Founder decisions

AI understands the market. It doesn't understand you.

Generic AI advises as if you can execute anything the market rewards. But the right move depends on your network, capital, skills, and time — the things it can't see.

The Cadenly TeamUpdated July 1, 2026

Generic advice assumes a generic founder

A general AI knows the market in the abstract. It knows enterprise sales works, content flywheels work, paid acquisition works. What it doesn't know is you — your network, your capital, your technical skill, your available time, your strengths and weaknesses. So it recommends the move that works for someone, and quietly assumes that someone is you.

The advice is right in general and wrong for you

Told to run an enterprise sales motion, a founder with no enterprise network burns months on cold outreach that a connected founder would close in weeks. Told to build a content flywheel, a founder who can't write and can't afford to hire stalls. The advice wasn't wrong — it was wrong for this person. That distinction is the entire job of a good advisor.

Fit the path to the founder in front of you

Before you take any recommendation, run it through your own constraints. Does this require a network I don't have? Capital I can't spare? A skill I lack and can't afford to buy? Time I don't have? A path that's sound in general but impossible for you isn't a path — it's a detour. The right move is the highest-leverage thing you can actually execute.

Key takeaways
  • Generic AI knows the market but not your network, capital, skills, or time.
  • Advice that's right in general is often wrong for a specific founder's constraints.
  • Run every recommendation through your own resources before committing to it.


**ASSIGNED TASK:** Report, word for word, every line of the material that contains "branch".

========================================

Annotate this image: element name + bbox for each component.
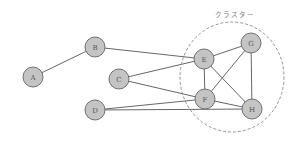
node-label: C — [116, 76, 121, 84]
node-d: D — [85, 100, 105, 120]
cluster-label: クラスター — [215, 10, 255, 19]
edge-c-f — [119, 79, 205, 99]
edges-layer — [33, 43, 252, 110]
node-label: E — [201, 56, 206, 64]
node-a: A — [23, 67, 43, 87]
node-f: F — [195, 89, 215, 109]
cluster-boundary — [180, 22, 284, 132]
node-label: F — [203, 96, 208, 104]
edge-d-f — [95, 99, 205, 110]
node-label: D — [92, 107, 98, 115]
node-e: E — [194, 49, 214, 69]
graph-diagram: クラスター ABCDEFGH — [0, 0, 304, 148]
edge-d-h — [95, 109, 252, 110]
node-label: G — [248, 40, 254, 48]
edge-f-g — [205, 43, 251, 99]
node-label: B — [92, 44, 97, 52]
node-c: C — [109, 69, 129, 89]
node-label: A — [29, 74, 36, 82]
node-label: H — [249, 106, 255, 114]
node-h: H — [242, 99, 262, 119]
node-b: B — [85, 37, 105, 57]
nodes-layer: ABCDEFGH — [23, 33, 262, 120]
edge-c-e — [119, 59, 204, 79]
node-g: G — [241, 33, 261, 53]
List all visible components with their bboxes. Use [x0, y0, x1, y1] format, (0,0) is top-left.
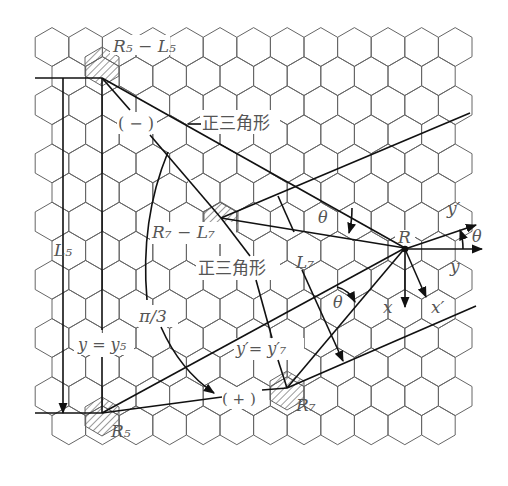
line-triangle-mid-to-y7	[256, 280, 272, 338]
hex-cell	[287, 115, 321, 154]
hex-lattice-diagram: R₅ − L₅ ( − ) 正三角形 R₇ − L₇ 正三角形 θ θ θ R …	[0, 0, 508, 486]
hex-cell	[422, 348, 456, 387]
label-minus: ( − )	[118, 114, 154, 133]
hex-cell	[52, 115, 86, 154]
hex-cell	[321, 115, 355, 154]
hex-cell	[119, 173, 153, 212]
hex-cell	[136, 260, 170, 299]
hex-cell	[69, 86, 103, 125]
theta-arc-upper	[349, 208, 352, 233]
label-y-prime-eq-y7: y′= y′₇	[235, 339, 287, 358]
hex-cell	[304, 86, 338, 125]
hex-cell	[321, 57, 355, 96]
label-theta-right: θ	[472, 227, 482, 246]
label-r5-l5: R₅ − L₅	[112, 36, 176, 56]
hex-cell	[69, 260, 103, 299]
label-l7: L₇	[295, 252, 314, 272]
hex-cell	[338, 202, 372, 241]
hex-cell	[371, 86, 405, 125]
hex-cell	[186, 348, 220, 387]
hex-cell	[153, 57, 187, 96]
hex-cell	[388, 115, 422, 154]
hex-cell	[354, 231, 388, 270]
hex-cell	[354, 57, 388, 96]
hex-cell	[422, 406, 456, 445]
line-l7-upper	[278, 196, 294, 232]
hex-cell	[405, 260, 439, 299]
hex-cell	[388, 57, 422, 96]
hex-cell	[52, 290, 86, 329]
label-y: y	[449, 256, 460, 276]
arrow-l7	[302, 270, 343, 361]
hex-cell	[186, 406, 220, 445]
x-prime-axis	[405, 249, 426, 297]
hex-cell	[321, 348, 355, 387]
hex-cell	[338, 144, 372, 183]
hex-cell	[438, 319, 472, 358]
hex-cell	[338, 86, 372, 125]
hex-cell	[405, 86, 439, 125]
hex-cell	[388, 173, 422, 212]
point-r	[403, 247, 408, 252]
label-r: R	[397, 227, 411, 247]
label-y-eq-y5: y = y₅	[77, 335, 127, 354]
hex-cell	[203, 319, 237, 358]
hex-cell	[35, 28, 69, 67]
label-x-prime: x′	[431, 297, 445, 317]
hex-cell	[102, 144, 136, 183]
hex-cell	[220, 57, 254, 96]
hex-cell	[338, 319, 372, 358]
hex-cell	[338, 377, 372, 416]
hex-cell	[220, 290, 254, 329]
hex-cell	[304, 28, 338, 67]
hex-cell	[136, 144, 170, 183]
hex-cell	[371, 28, 405, 67]
hex-cell	[371, 144, 405, 183]
hex-cell	[186, 57, 220, 96]
hex-cell	[388, 406, 422, 445]
hex-cell	[388, 348, 422, 387]
label-l5: L₅	[53, 240, 72, 260]
label-triangle-top: 正三角形	[202, 113, 270, 133]
hex-cell	[371, 319, 405, 358]
hex-cell	[203, 28, 237, 67]
hex-cell	[102, 260, 136, 299]
hex-cell	[287, 57, 321, 96]
hex-cell	[69, 144, 103, 183]
label-x: x	[383, 297, 393, 317]
hex-cell	[254, 290, 288, 329]
hex-cell	[438, 28, 472, 67]
label-theta-upper: θ	[318, 208, 328, 227]
hex-cell	[338, 28, 372, 67]
hex-cell	[254, 406, 288, 445]
hex-cell	[354, 406, 388, 445]
hex-cell	[203, 144, 237, 183]
hex-cell	[52, 57, 86, 96]
label-y-prime: y′	[446, 198, 461, 218]
hex-cell	[237, 28, 271, 67]
hex-cell	[170, 377, 204, 416]
hex-cell	[52, 173, 86, 212]
hex-cell	[287, 173, 321, 212]
hex-cell	[321, 406, 355, 445]
hex-cell	[102, 202, 136, 241]
hex-cell	[270, 202, 304, 241]
label-plus: ( + )	[222, 390, 256, 408]
hex-cell	[405, 144, 439, 183]
hex-cell	[136, 377, 170, 416]
label-triangle-mid: 正三角形	[198, 258, 266, 278]
label-pi-over-3: π/3	[138, 306, 167, 326]
hex-cell	[438, 144, 472, 183]
label-r5: R₅	[110, 421, 131, 441]
arc-pi-over-3-lower	[161, 327, 214, 393]
hex-cell	[438, 377, 472, 416]
hex-cell	[304, 144, 338, 183]
hex-cell	[220, 406, 254, 445]
hex-cell	[405, 377, 439, 416]
hex-cell	[321, 173, 355, 212]
hex-cell	[153, 348, 187, 387]
hex-cell	[270, 144, 304, 183]
hex-cell	[371, 377, 405, 416]
line-r7-parallel	[287, 306, 476, 388]
hex-cell	[354, 115, 388, 154]
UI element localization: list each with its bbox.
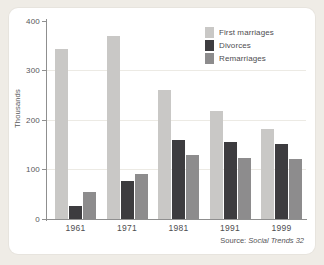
legend-swatch-icon [205, 53, 214, 64]
bar-group [158, 21, 199, 219]
bar-chart: 400 300 200 100 0 Thousands 196119711981… [9, 8, 315, 254]
y-axis-tick-label: 100 [14, 165, 40, 174]
legend-swatch-icon [205, 40, 214, 51]
bar[interactable] [289, 159, 302, 219]
legend-label: First marriages [219, 28, 274, 37]
bar[interactable] [275, 144, 288, 219]
bar[interactable] [121, 181, 134, 219]
legend-item[interactable]: Divorces [205, 40, 274, 51]
bar[interactable] [261, 129, 274, 219]
bar[interactable] [172, 140, 185, 219]
x-axis-tick-label: 1999 [252, 223, 312, 233]
legend-swatch-icon [205, 27, 214, 38]
bar[interactable] [186, 155, 199, 219]
bar-group [55, 21, 96, 219]
legend-item[interactable]: Remarriages [205, 53, 274, 64]
legend-label: Divorces [219, 41, 251, 50]
y-axis-tick-label: 0 [14, 215, 40, 224]
y-axis-title: Thousands [13, 79, 22, 139]
bar[interactable] [238, 158, 251, 219]
bar[interactable] [135, 174, 148, 219]
chart-card: 400 300 200 100 0 Thousands 196119711981… [9, 8, 315, 254]
bar[interactable] [55, 49, 68, 219]
legend-label: Remarriages [219, 54, 266, 63]
bar[interactable] [224, 142, 237, 219]
chart-legend: First marriagesDivorcesRemarriages [205, 27, 274, 66]
bar[interactable] [158, 90, 171, 219]
bar[interactable] [69, 206, 82, 219]
y-axis-tick-label: 300 [14, 66, 40, 75]
legend-item[interactable]: First marriages [205, 27, 274, 38]
x-axis-line [46, 219, 307, 220]
source-note: Source: Social Trends 32 [220, 236, 304, 245]
source-label: Source: [220, 236, 246, 245]
source-publication: Social Trends 32 [248, 236, 304, 245]
bar[interactable] [107, 36, 120, 219]
bar[interactable] [210, 111, 223, 219]
bar-group [107, 21, 148, 219]
bar[interactable] [83, 192, 96, 219]
y-axis-tick-label: 400 [14, 17, 40, 26]
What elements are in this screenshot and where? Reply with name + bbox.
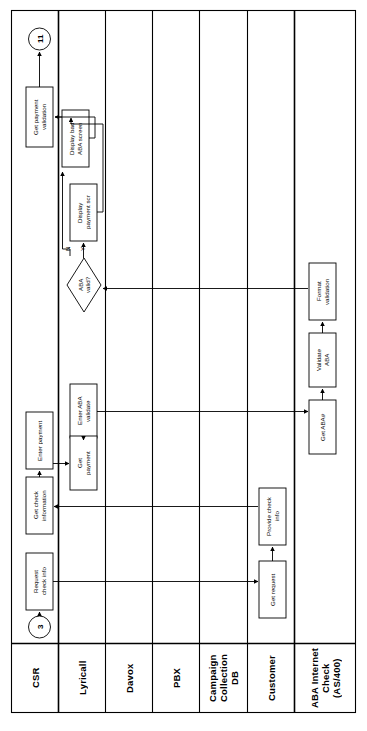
node-get-check-information — [26, 477, 53, 534]
edge-label-yes: Y — [77, 242, 87, 256]
lane-label-csr: CSR — [12, 644, 58, 712]
node-display-bad-aba-screen — [62, 110, 89, 167]
edge-label-no: N — [62, 242, 72, 256]
connector-3-label: 3 — [29, 616, 51, 638]
node-provide-check-info — [259, 488, 286, 545]
lane-label-davox: Davox — [106, 644, 152, 712]
node-format-validation — [309, 263, 336, 320]
node-enter-aba-validate — [70, 384, 97, 438]
lane-label-customer: Customer — [248, 644, 294, 712]
connector-11-label: 11 — [29, 28, 51, 50]
lane-label-aba-internet-check: ABA Internet Check (AS/400) — [295, 644, 355, 712]
node-get-request — [259, 561, 286, 618]
lane-label-pbx: PBX — [153, 644, 199, 712]
flowchart-vector-layer — [0, 0, 367, 731]
node-get-payment — [70, 436, 97, 490]
node-get-aba-number — [309, 400, 336, 454]
node-enter-payment — [26, 412, 53, 469]
lane-label-campaign-collection-db: Campaign Collection DB — [200, 644, 247, 712]
flowchart-canvas: 11 3 Get payment validation Enter paymen… — [0, 0, 367, 731]
lane-label-lyricall: Lyricall — [59, 644, 105, 712]
node-display-payment-scr — [70, 184, 97, 241]
node-validate-aba — [309, 333, 336, 387]
node-get-payment-validation — [26, 87, 53, 147]
node-request-check-info — [26, 553, 53, 610]
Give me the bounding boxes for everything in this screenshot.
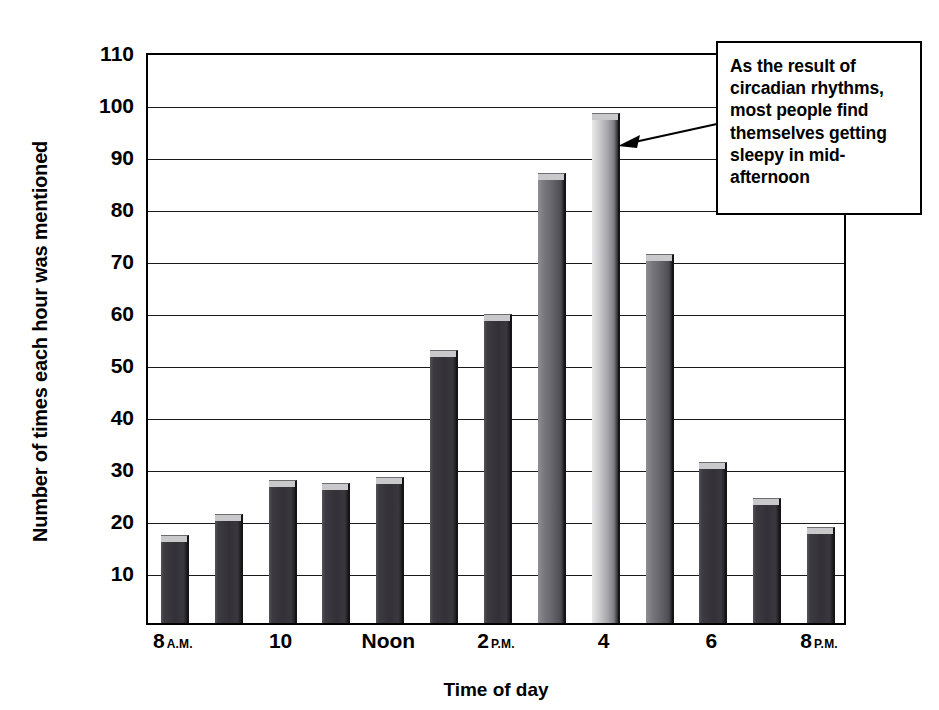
x-tick-label: 4 (598, 630, 610, 651)
y-tick-label: 90 (74, 147, 134, 168)
bar (161, 535, 189, 623)
bar-top-cap (807, 527, 835, 534)
y-tick-label: 60 (74, 303, 134, 324)
bar-top-cap (538, 173, 566, 180)
x-tick-label-suffix: P.M. (814, 637, 838, 651)
bar (699, 462, 727, 623)
x-tick-label: 6 (706, 630, 718, 651)
x-tick-label: 8P.M. (800, 630, 838, 651)
bar-body (430, 355, 458, 623)
bar-body (484, 319, 512, 623)
bar-top-cap (322, 483, 350, 490)
x-tick-label-main: 10 (269, 629, 292, 652)
bar-chart-figure: Number of times each hour was mentioned … (0, 0, 939, 710)
bar (646, 254, 674, 623)
callout-box: As the result of circadian rhythms, most… (716, 41, 922, 215)
x-tick-label-main: Noon (361, 629, 415, 652)
bar-body (592, 118, 620, 623)
y-tick-label: 10 (74, 563, 134, 584)
y-tick-label: 110 (74, 43, 134, 64)
bar (484, 314, 512, 623)
bar-top-cap (376, 477, 404, 484)
x-tick-label-main: 6 (706, 629, 718, 652)
bar (376, 477, 404, 623)
bar-body (322, 488, 350, 623)
bar (430, 350, 458, 623)
bar-body (753, 503, 781, 623)
bar-body (269, 485, 297, 623)
x-tick-label-main: 2 (477, 629, 489, 652)
bar-top-cap (484, 314, 512, 321)
y-tick-label: 30 (74, 459, 134, 480)
x-axis-title: Time of day (146, 679, 846, 701)
callout-text: As the result of circadian rhythms, most… (730, 55, 910, 188)
x-tick-label-suffix: A.M. (167, 637, 193, 651)
bar (269, 480, 297, 623)
bar-body (646, 259, 674, 623)
bar (538, 173, 566, 623)
bar-top-cap (269, 480, 297, 487)
y-tick-label: 40 (74, 407, 134, 428)
y-tick-label: 100 (74, 95, 134, 116)
gridline (148, 263, 844, 264)
y-tick-label: 70 (74, 251, 134, 272)
bar (753, 498, 781, 623)
bar-top-cap (215, 514, 243, 521)
bar-body (161, 540, 189, 623)
bar-top-cap (753, 498, 781, 505)
y-axis-tick-labels: 110100908070605040302010 (72, 53, 134, 625)
y-tick-label: 80 (74, 199, 134, 220)
y-tick-label: 20 (74, 511, 134, 532)
y-axis-title: Number of times each hour was mentioned (29, 62, 52, 622)
bar (807, 527, 835, 623)
bar-top-cap (699, 462, 727, 469)
bar-body (807, 532, 835, 623)
x-tick-label: 8A.M. (153, 630, 193, 651)
x-tick-label-main: 8 (800, 629, 812, 652)
x-axis-tick-labels: 8A.M.10Noon2P.M.468P.M. (146, 630, 846, 664)
bar-top-cap (592, 113, 620, 120)
bar-body (215, 519, 243, 623)
x-tick-label-suffix: P.M. (491, 637, 515, 651)
x-tick-label-main: 4 (598, 629, 610, 652)
x-tick-label-main: 8 (153, 629, 165, 652)
y-tick-label: 50 (74, 355, 134, 376)
bar-top-cap (430, 350, 458, 357)
bar (215, 514, 243, 623)
bar (322, 483, 350, 623)
bar-body (376, 482, 404, 623)
bar (592, 113, 620, 623)
bar-body (538, 178, 566, 623)
bar-body (699, 467, 727, 623)
bar-top-cap (646, 254, 674, 261)
x-tick-label: 2P.M. (477, 630, 515, 651)
x-tick-label: 10 (269, 630, 292, 651)
x-tick-label: Noon (361, 630, 415, 651)
bar-top-cap (161, 535, 189, 542)
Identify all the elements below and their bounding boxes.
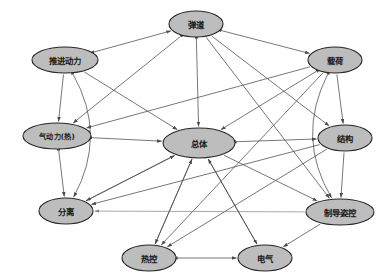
system-relationship-diagram: 弹道推进动力载荷气动力(热)总体结构分离制导姿控热控电气 [0,0,391,280]
edge-qidongli-to-fenli [59,150,65,196]
node-label-zaihe: 载荷 [327,56,344,66]
node-label-dandao: 弹道 [188,20,205,30]
node-tuijin[interactable]: 推进动力 [32,47,98,73]
edge-dianqi-to-zongti [208,159,257,244]
node-zhidao[interactable]: 制导姿控 [306,199,374,225]
edge-zhidao-to-fenli [95,211,305,212]
edge-rekong-to-zongti [155,159,192,244]
edge-zaihe-to-jiegou [337,74,343,123]
edge-zongti-to-zhidao [224,155,317,201]
edge-zongti-to-jiegou [236,139,316,142]
edge-tuijin-to-dandao [94,31,171,52]
node-label-dianqi: 电气 [257,254,274,264]
edge-zhidao-to-dianqi [283,224,320,247]
node-layer: 弹道推进动力载荷气动力(热)总体结构分离制导姿控热控电气 [23,11,374,271]
node-zongti[interactable]: 总体 [163,128,235,158]
edge-dandao-to-jiegou [212,36,329,126]
node-label-fenli: 分离 [58,207,75,217]
node-label-rekong: 热控 [141,254,158,264]
node-dianqi[interactable]: 电气 [238,245,292,271]
graph-canvas: 弹道推进动力载荷气动力(热)总体结构分离制导姿控热控电气 [0,0,391,280]
node-dandao[interactable]: 弹道 [169,11,223,37]
node-zaihe[interactable]: 载荷 [308,47,362,73]
node-label-jiegou: 结构 [337,134,354,144]
node-label-zhidao: 制导姿控 [324,208,358,218]
node-rekong[interactable]: 热控 [122,245,176,271]
edge-tuijin-to-zongti [84,72,177,130]
node-qidongli[interactable]: 气动力(热) [23,123,91,149]
edge-dandao-to-zongti [196,39,198,127]
node-label-tuijin: 推进动力 [49,56,82,66]
node-jiegou[interactable]: 结构 [318,125,372,151]
node-fenli[interactable]: 分离 [39,198,93,224]
edge-tuijin-to-qidongli [59,74,64,121]
edge-dandao-to-qidongli [73,36,181,123]
edge-jiegou-to-zhidao [341,152,344,197]
edge-qidongli-to-zongti [92,138,161,141]
node-label-qidongli: 气动力(热) [38,132,75,141]
node-label-zongti: 总体 [191,139,208,149]
edge-dandao-to-zaihe [221,31,309,54]
edge-zaihe-to-rekong [161,73,322,245]
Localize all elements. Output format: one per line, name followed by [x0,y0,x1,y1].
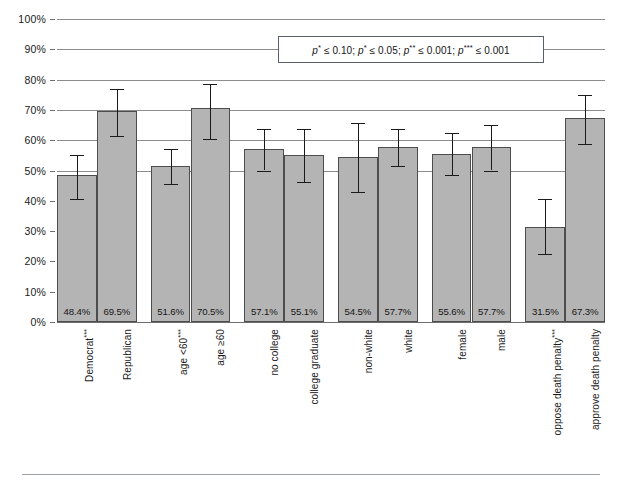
y-tick-mark [50,231,55,232]
category-label: age ≥60 [215,329,226,366]
error-bar-cap-lower [351,192,365,193]
gridline-60pct [57,140,605,141]
error-bar-cap-upper [445,133,459,134]
y-tick-mark [50,261,55,262]
gridline-100pct [57,19,605,20]
error-bar-cap-lower [445,175,459,176]
category-label: oppose death penalty*** [550,329,563,435]
y-tick-label: 50% [0,165,46,177]
y-tick-label: 40% [0,195,46,207]
error-bar-cap-upper [351,123,365,124]
y-tick-mark [50,110,55,111]
y-tick-label: 60% [0,134,46,146]
error-bar [117,89,118,137]
category-label: no college [269,329,280,376]
y-tick-label: 20% [0,255,46,267]
gridline-50pct [57,171,605,172]
chart-figure: p* ≤ 0.10; p* ≤ 0.05; p** ≤ 0.001; p*** … [0,0,621,498]
y-tick-mark [50,322,55,323]
error-bar [304,129,305,182]
error-bar-cap-lower [70,199,84,200]
error-bar [264,129,265,171]
error-bar [171,149,172,184]
y-tick-mark [50,80,55,81]
bar-value-label: 57.7% [378,306,418,317]
error-bar-cap-lower [257,171,271,172]
error-bar-cap-lower [578,144,592,145]
bar-value-label: 55.6% [432,306,472,317]
error-bar-cap-upper [297,129,311,130]
bar-value-label: 55.1% [284,306,324,317]
category-label: Republican [122,329,133,380]
error-bar [398,129,399,166]
error-bar [545,199,546,255]
y-tick-label: 10% [0,286,46,298]
y-tick-label: 100% [0,13,46,25]
error-bar [77,155,78,199]
error-bar-cap-upper [484,125,498,126]
bar-value-label: 57.1% [244,306,284,317]
y-tick-label: 70% [0,104,46,116]
error-bar-cap-lower [110,136,124,137]
category-label: non-white [363,329,374,373]
y-tick-mark [50,171,55,172]
error-bar-cap-upper [578,95,592,96]
category-label: Democrat*** [82,329,95,382]
error-bar [210,84,211,139]
bar[interactable] [97,111,137,322]
bar-value-label: 70.5% [191,306,231,317]
error-bar-cap-upper [257,129,271,130]
significance-note-text: p* ≤ 0.10; p* ≤ 0.05; p** ≤ 0.001; p*** … [312,43,509,56]
error-bar-cap-lower [538,254,552,255]
category-label: male [496,329,507,351]
y-tick-label: 30% [0,225,46,237]
y-tick-mark [50,19,55,20]
error-bar-cap-lower [297,182,311,183]
gridline-70pct [57,110,605,111]
footer-rule [22,474,600,475]
error-bar-cap-upper [538,199,552,200]
bar-value-label: 67.3% [565,306,605,317]
bar[interactable] [244,149,284,322]
category-label: college graduate [309,329,320,405]
y-tick-mark [50,292,55,293]
gridline-0% [57,322,605,323]
category-label: approve death penalty [590,329,601,430]
bar[interactable] [378,147,418,322]
bar-value-label: 54.5% [338,306,378,317]
error-bar-cap-upper [164,149,178,150]
error-bar-cap-lower [164,184,178,185]
y-tick-mark [50,201,55,202]
error-bar [585,95,586,144]
y-tick-label: 90% [0,43,46,55]
gridline-80pct [57,80,605,81]
bar-value-label: 57.7% [472,306,512,317]
bar[interactable] [472,147,512,322]
bar[interactable] [151,166,191,322]
category-label: female [457,329,468,360]
error-bar-cap-upper [110,89,124,90]
error-bar-cap-lower [484,171,498,172]
category-label: white [403,329,414,353]
error-bar [491,125,492,170]
category-label: age <60*** [176,329,189,375]
y-tick-mark [50,140,55,141]
bar-value-label: 48.4% [57,306,97,317]
bar-value-label: 69.5% [97,306,137,317]
bar[interactable] [565,118,605,322]
error-bar-cap-upper [70,155,84,156]
bar-value-label: 31.5% [525,306,565,317]
significance-note: p* ≤ 0.10; p* ≤ 0.05; p** ≤ 0.001; p*** … [278,36,544,63]
y-tick-mark [50,49,55,50]
error-bar [358,123,359,192]
plot-area: 48.4%69.5%51.6%70.5%57.1%55.1%54.5%57.7%… [57,19,605,322]
error-bar [452,133,453,175]
error-bar-cap-lower [203,139,217,140]
error-bar-cap-upper [203,84,217,85]
bar-value-label: 51.6% [151,306,191,317]
bar[interactable] [191,108,231,322]
bar[interactable] [432,154,472,322]
y-tick-label: 0% [0,316,46,328]
error-bar-cap-lower [391,166,405,167]
error-bar-cap-upper [391,129,405,130]
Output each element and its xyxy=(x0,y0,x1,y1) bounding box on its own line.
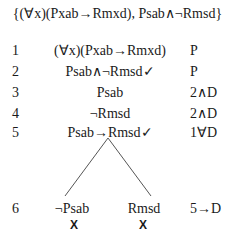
left-branch-formula: ¬Psab xyxy=(52,201,92,217)
justification-line-6: 5→D xyxy=(190,201,221,217)
left-branch-closed-mark: X xyxy=(70,217,78,233)
right-branch-formula: Rmsd xyxy=(124,201,164,217)
line-number-6: 6 xyxy=(12,201,24,217)
right-branch-closed-mark: X xyxy=(139,217,147,233)
left-branch-line xyxy=(65,138,108,196)
right-branch-line xyxy=(108,138,151,196)
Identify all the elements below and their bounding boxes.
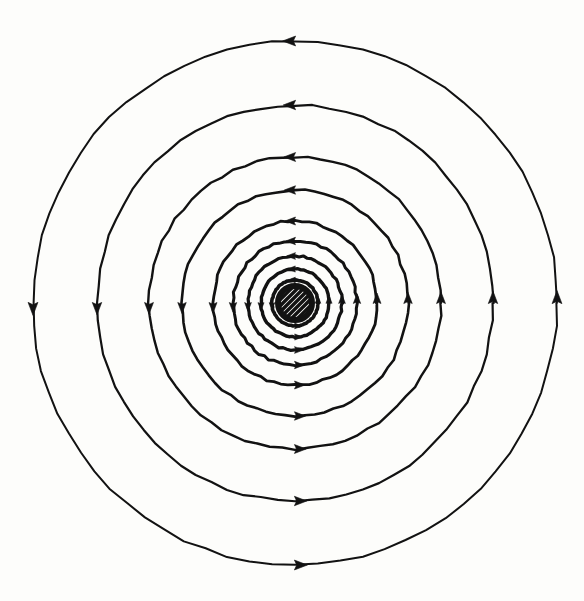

========================================

**RESPONSE:**
left-branch-formula: ¬Psab xyxy=(52,201,92,217)
left-branch-closed-mark: X xyxy=(70,217,78,233)
right-branch-formula: Rmsd xyxy=(124,201,164,217)
right-branch-closed-mark: X xyxy=(139,217,147,233)
left-branch-line xyxy=(65,138,108,196)
right-branch-line xyxy=(108,138,151,196)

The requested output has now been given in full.